“The Origins of Feces is a genial book, and often a kick to read, but I put it down thinking two things: 1. I will never look at shit the same way again; and 2. We are in deep shit.”
“When you flush the toilet, do you know where your shit goes? Sure, in most cities, it flows into the main sewer system until it reaches a waste-water treatment plant somewhere on the outskirts of town. But then what happens to it? Do you have any idea?”
I’m a genius, I’ve been quietly telling myself for the past 13 years, and nobody even knows it.
“This past year I read 56 books. That’s slightly off the pace of 60 books a year that I’ve set over the previous 12 years, but then I did read a lot of very long history books this year — yes, I’m looking at you, Robert Caro – and my wife and I did make a very time-consuming move to Canada late in the year. Or at least that’s what I’m telling myself. Maybe the real answer is that I’m just getting tired of trying to read so damn many books.”
- My New Year’s Resolution: Read Fewer Books by Michael Bourne
“Gillian Flynn’s Gone Girl may have been the breakout hit of the summer, but those intrigued enough by Flynn’s twisty thriller to read her other work will find that as good as Gone Girl is, her two earlier novels, Sharp Objects and Dark Places, are even better.”
[Gillian] Flynn is especially good at creating damaged, dangerous women whose deeply imagined inner lives break your heart even as the characters create havoc in the lives of the people around them.
“No, Yunior is not a bad guy, but he is growing up, and as Diaz is honest enough to admit in this collection, getting older isn’t necessarily all mellowing out and seeing the error in your youthful ways. Sometimes, it seems, you can spend your whole life clowning, turning all that rage into jokes designed to make the very people who anger you most laugh the hardest, and then one day that stops working. You’ve done it – you’re a success, a big-deal professor read by millions, and still you’re pissed off.”
- Michael Bourne, “The ‘You’ in Yunior: Junot Diaz’s This Is How You lose Her.”
Peel away Michael Chabon’s luminous prose, and his new novel Telegraph Avenue would be a pretty lackluster book.
“That’s what Chabon’s books do, sentence after sentence, page after page: they force you to bring your game up to his level. Chabon is such a good noticer, and such an effortless explainer of what he’s noticed, that you, his reader, become a better noticer under his spell.”
Early in the novel, for instance, we find ourselves at a memorabilia convention where a scuffle breaks out requiring a pair of private security guards to escort one of the offenders off the convention floor. We have all seen these security guys. They are large men, squat-built and neckless, their hormone-pumped pecs stuffed into too-tight white shirts. Chabon knows you know all this, and so his lone physical descriptor is that the younger of the two goons has his ‘head shaved clean as a porn star’s testicle.’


Directions: Every entry below must be retyped exactly, and the pictures must be left out.

Available records:

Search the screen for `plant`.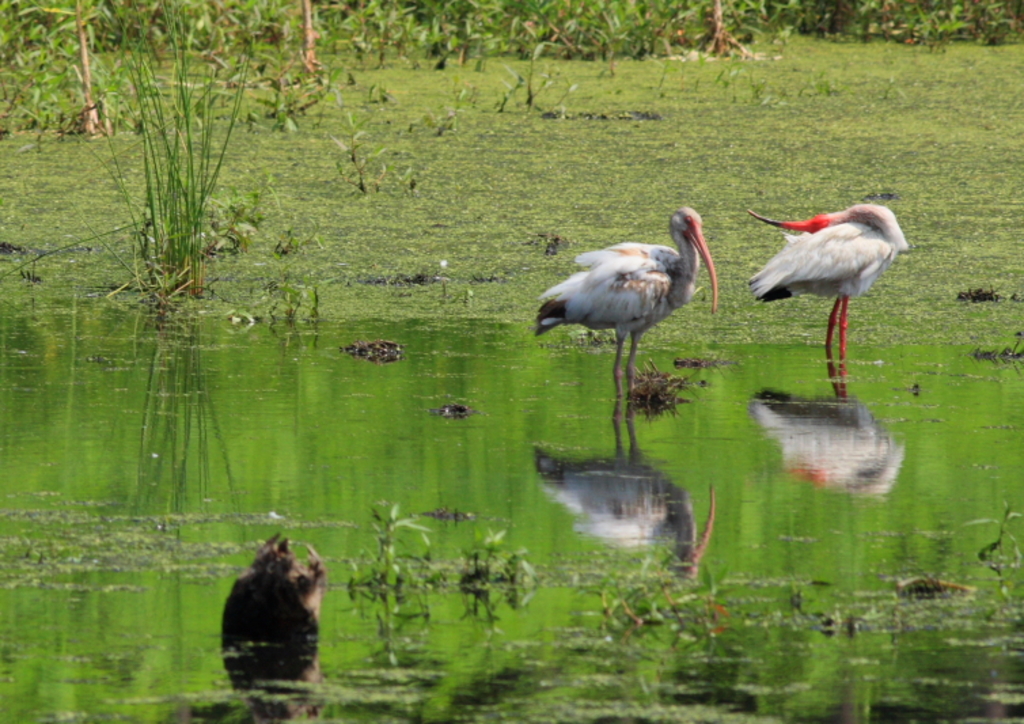
Found at bbox(0, 0, 1023, 723).
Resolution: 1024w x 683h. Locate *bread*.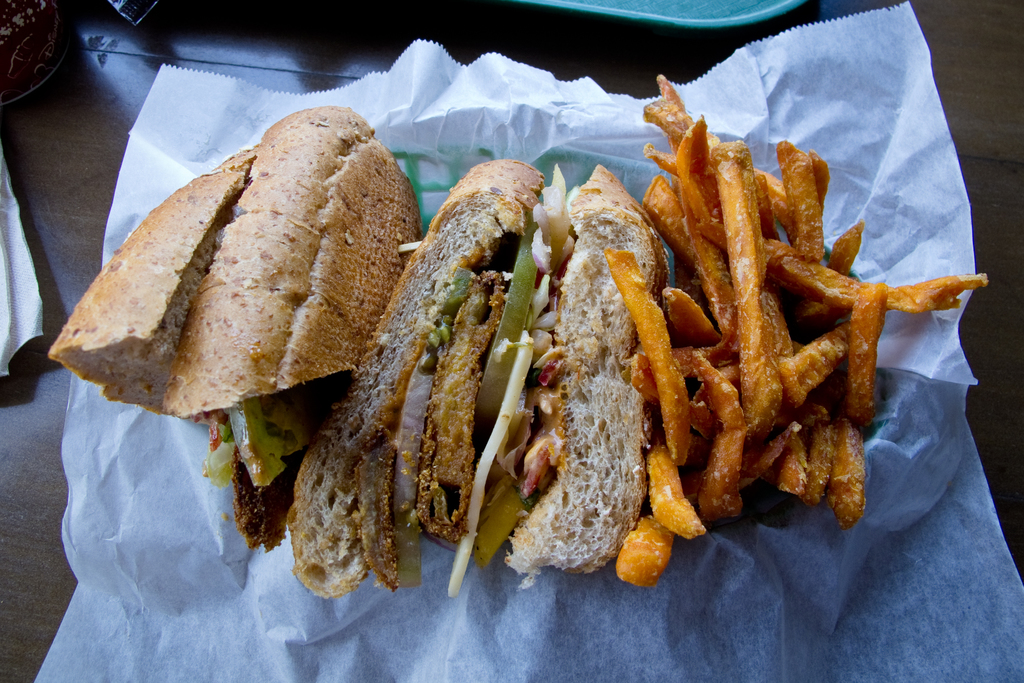
Rect(284, 165, 543, 598).
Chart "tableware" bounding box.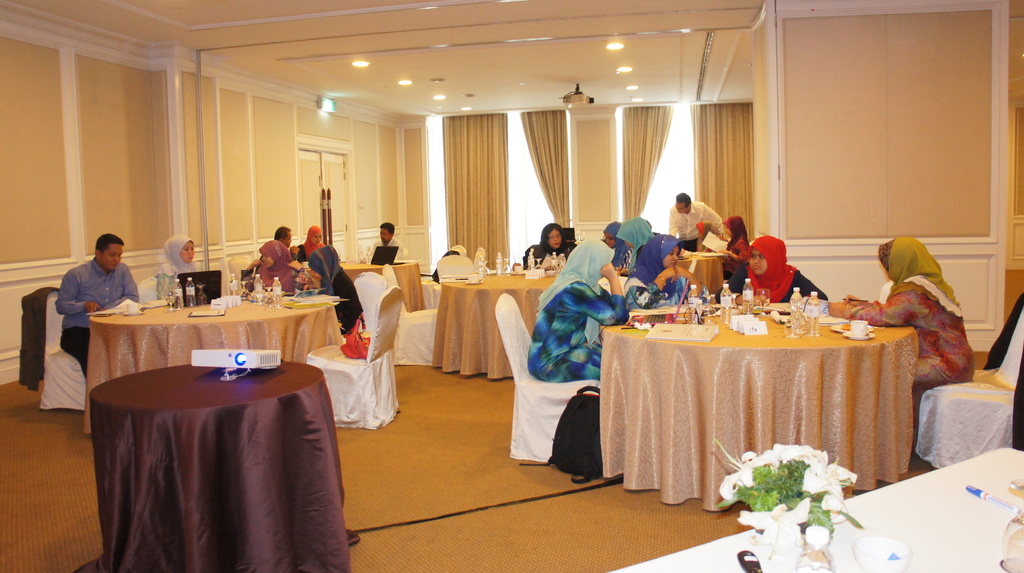
Charted: box=[538, 257, 542, 266].
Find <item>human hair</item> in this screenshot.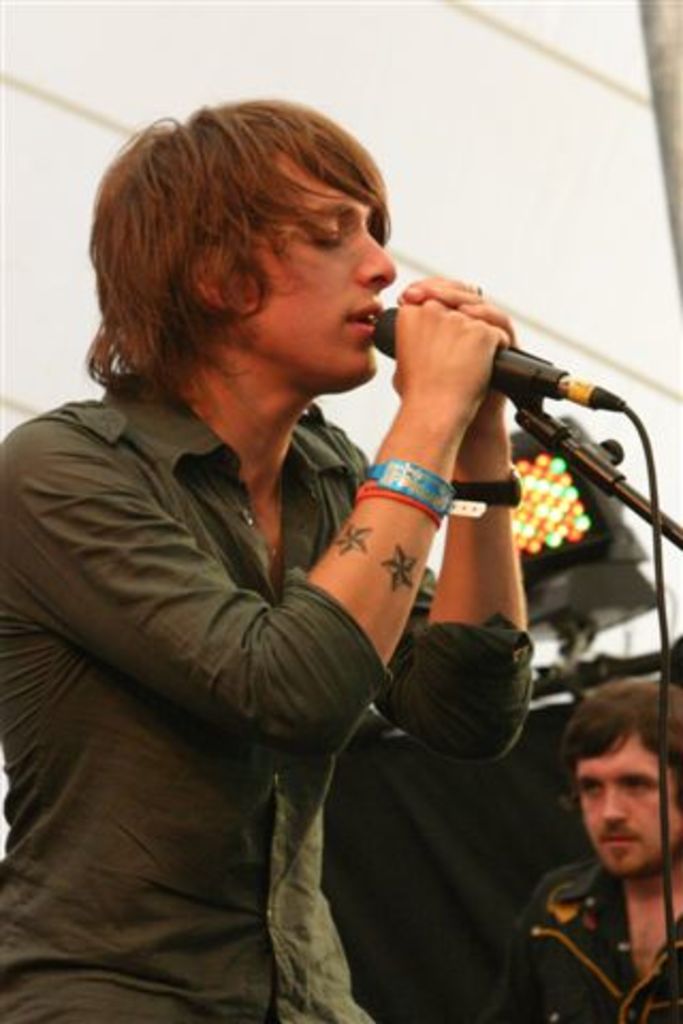
The bounding box for <item>human hair</item> is select_region(559, 678, 681, 817).
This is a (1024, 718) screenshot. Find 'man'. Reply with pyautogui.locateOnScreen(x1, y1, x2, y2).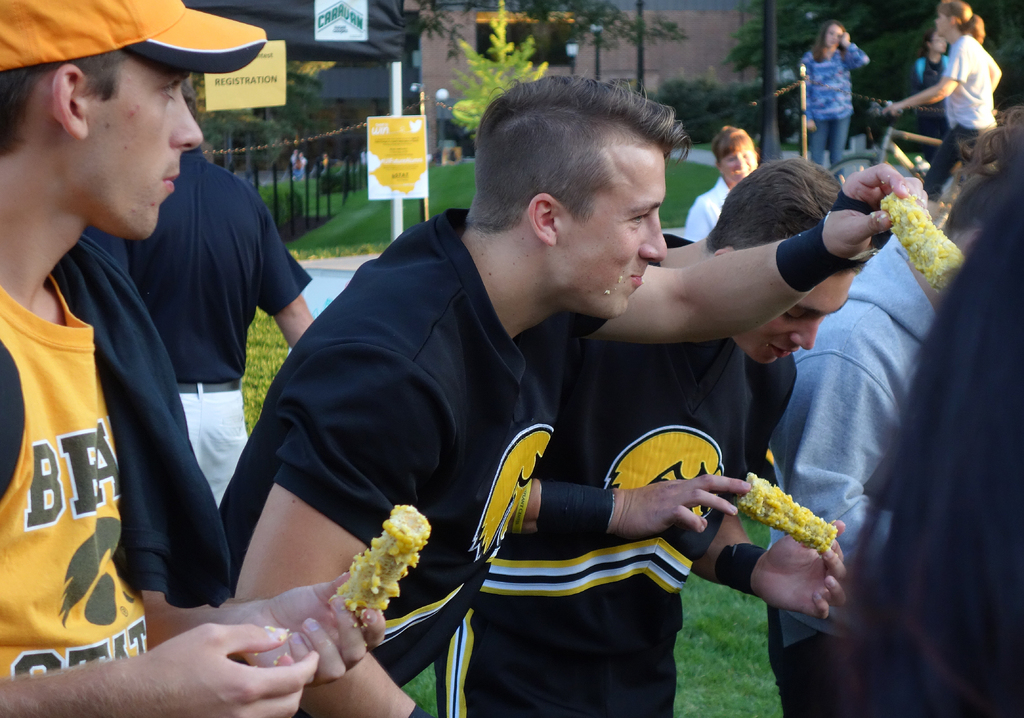
pyautogui.locateOnScreen(86, 83, 311, 511).
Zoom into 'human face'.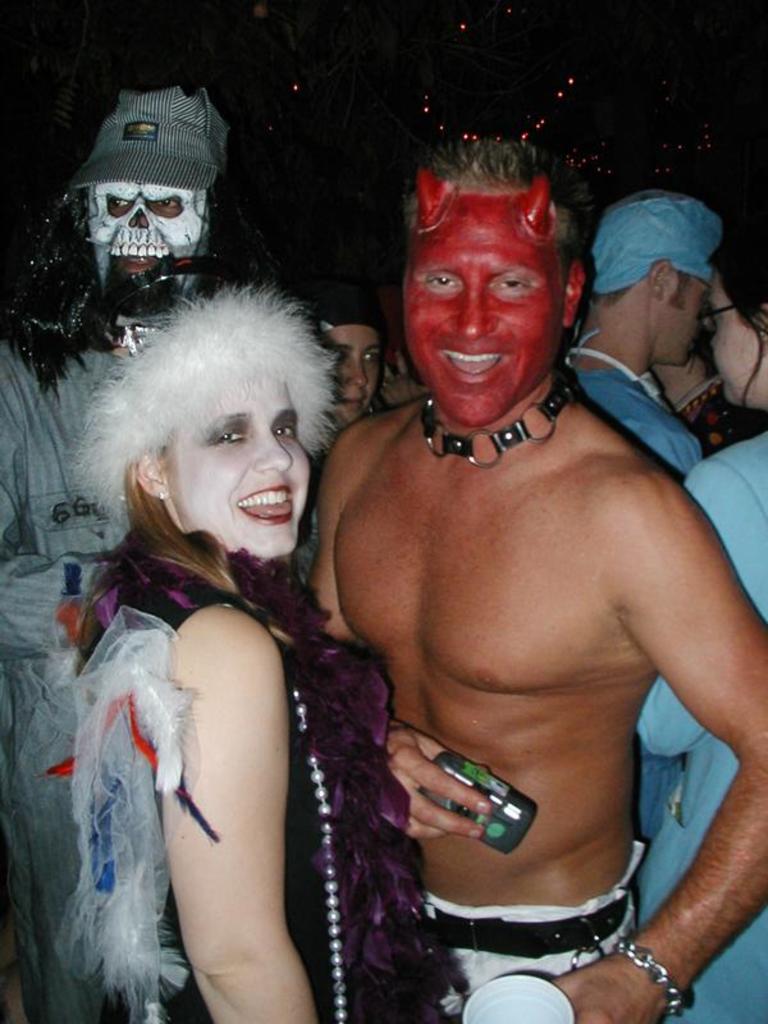
Zoom target: select_region(669, 271, 709, 367).
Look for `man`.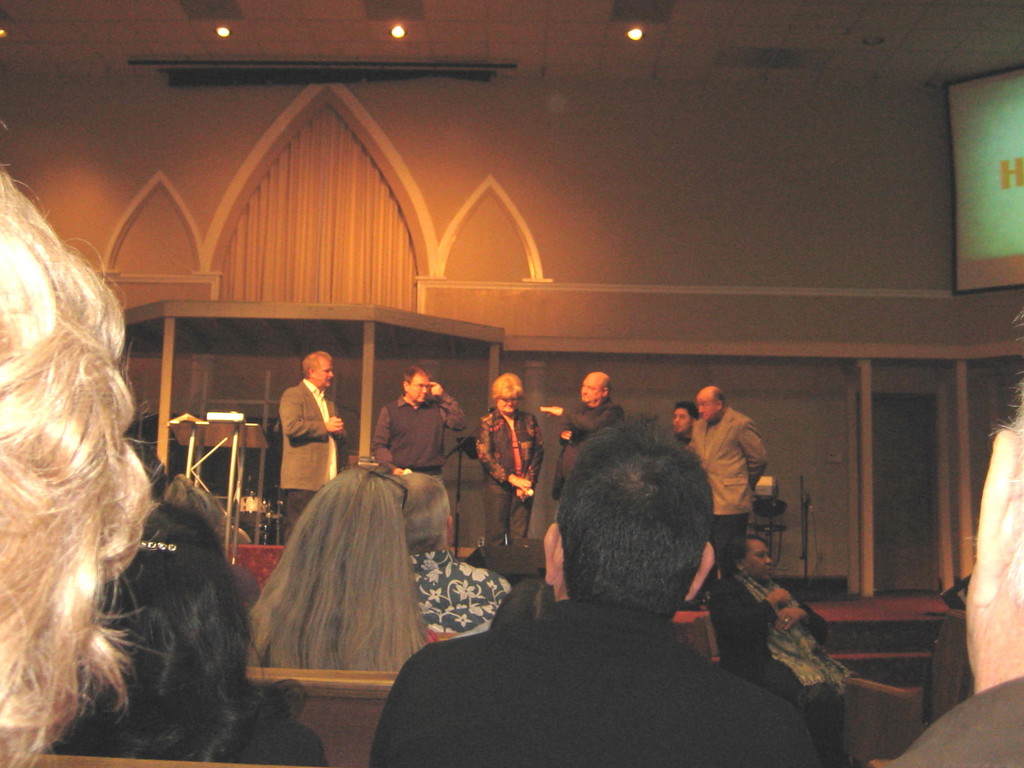
Found: <bbox>708, 534, 849, 765</bbox>.
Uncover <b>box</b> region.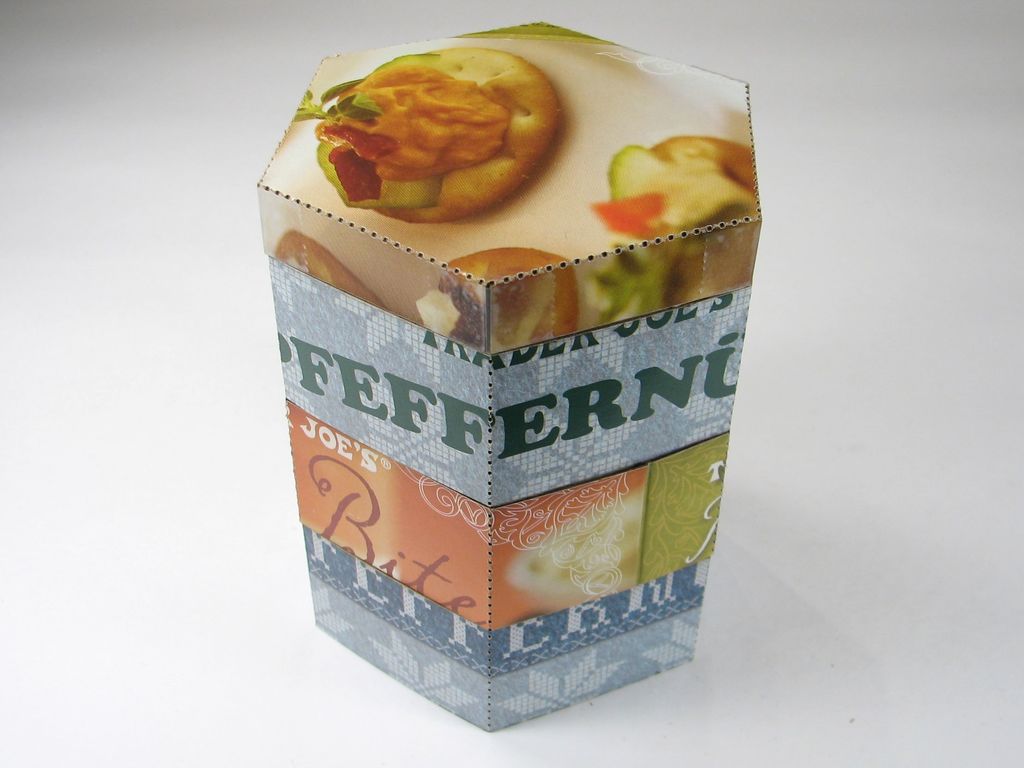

Response to the task:
Search the screen for `plant`.
Found at bbox(0, 0, 1023, 723).
Resolution: 1024w x 683h. Locate *bread*.
Rect(284, 165, 543, 598).
Chart "tableware" bounding box.
Charted: box=[538, 257, 542, 266].
Find <item>human hair</item> in this screenshot.
The bounding box for <item>human hair</item> is select_region(559, 678, 681, 817).
This is a (1024, 718) screenshot. Find 'man'. Reply with pyautogui.locateOnScreen(x1, y1, x2, y2).
pyautogui.locateOnScreen(86, 83, 311, 511).
Zoom into 'human face'.
Zoom target: select_region(669, 271, 709, 367).
Look for `man`.
Found: <bbox>708, 534, 849, 765</bbox>.
Uncover <b>box</b> region.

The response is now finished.